I try and I try but no matter how precise I am, the little green check avoids my gaze. I review my work and everything looks correct. I run my program and everything works just the way it was intended to. Yet, the elusive green check still will not reveal itself. I have given up on doing things manually, so I press the button to make the changes that ESLint has given me. Poof! My entire program looks different. Something I did not know was broke, is now fixed. Finally, the little green check sits perched in the top right of the editor. But was it worth all the trouble?

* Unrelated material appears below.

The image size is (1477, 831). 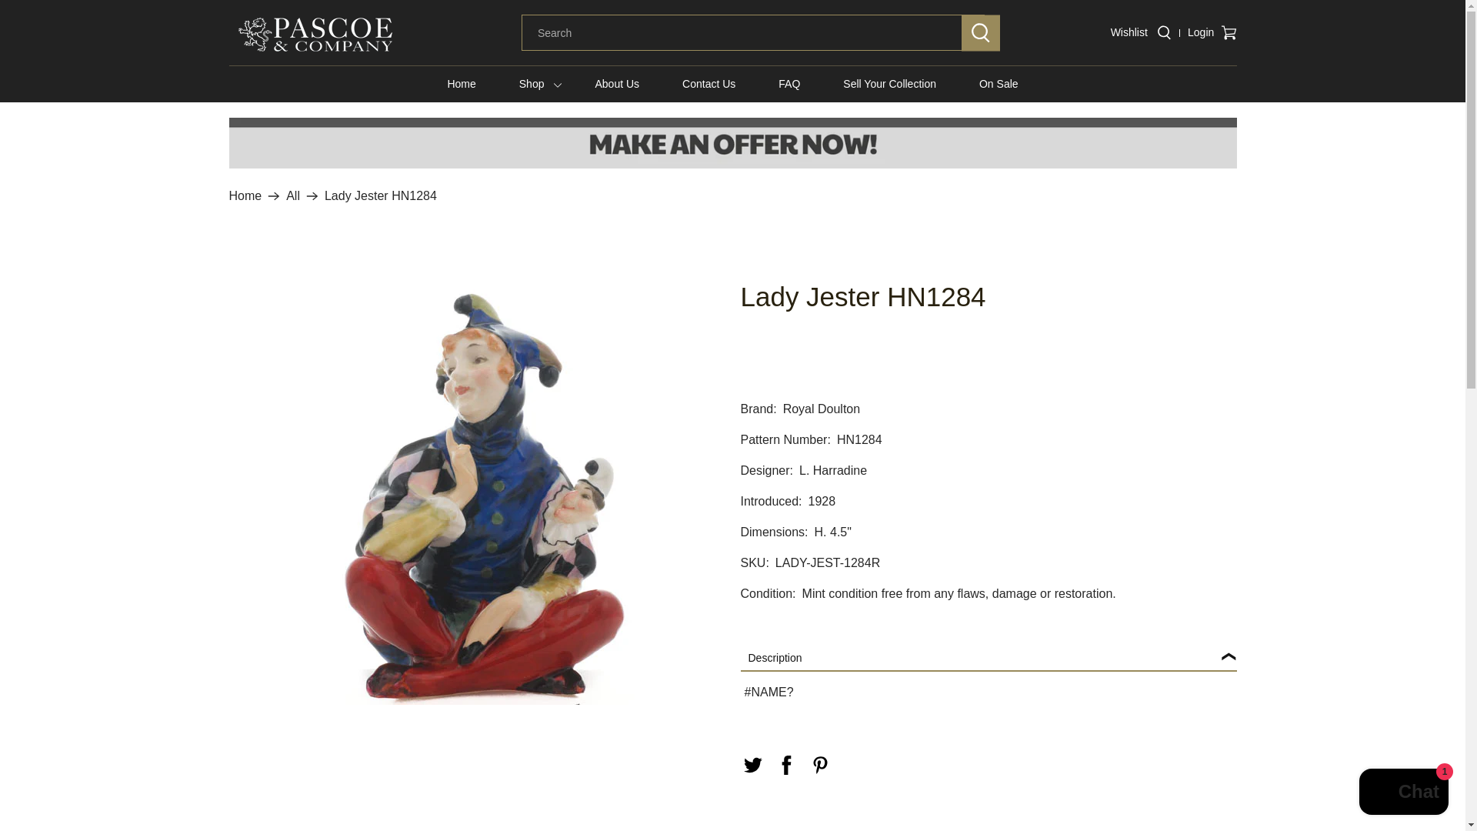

While everything I have learned about coding standards and programming is displayed in perfect harmony on the screen, IntelliJ IDEA insists that there are problems with my code. When I make the change, my first thought is, “Well that was dumb, my way worked too.” My way did work, it accomplished the job and it was something I understood and could repeat. But the way the editor chose to change it showed me something new. I would have never done it that way. The code is even more concise. It is easier to read. It just plain looks nicer. Thanks to these coding standards, I now know how to do the same thing in two different ways. Even if one is preferred over the other, knowledge is something that is meant to be accumulated.
At first, coding standards are a pain. They appear to slow down your work and the errors they give irritate you to no end. You constantly wonder why their way is better than yours. You finally finish writing something that works and you think you are finished when you remember that you have to go back and fix your spacing. What a drag. But then, one day, it clicks! Coding standards start speeding up your work. They make it look cleaner too. And to top it off, you are learning new, better ways to write your code. All that painful work to get over the learning curve, you discover, is worth it. Now you can ride the roller coaster down into your software development career with beautiful code on demand. Happy coding!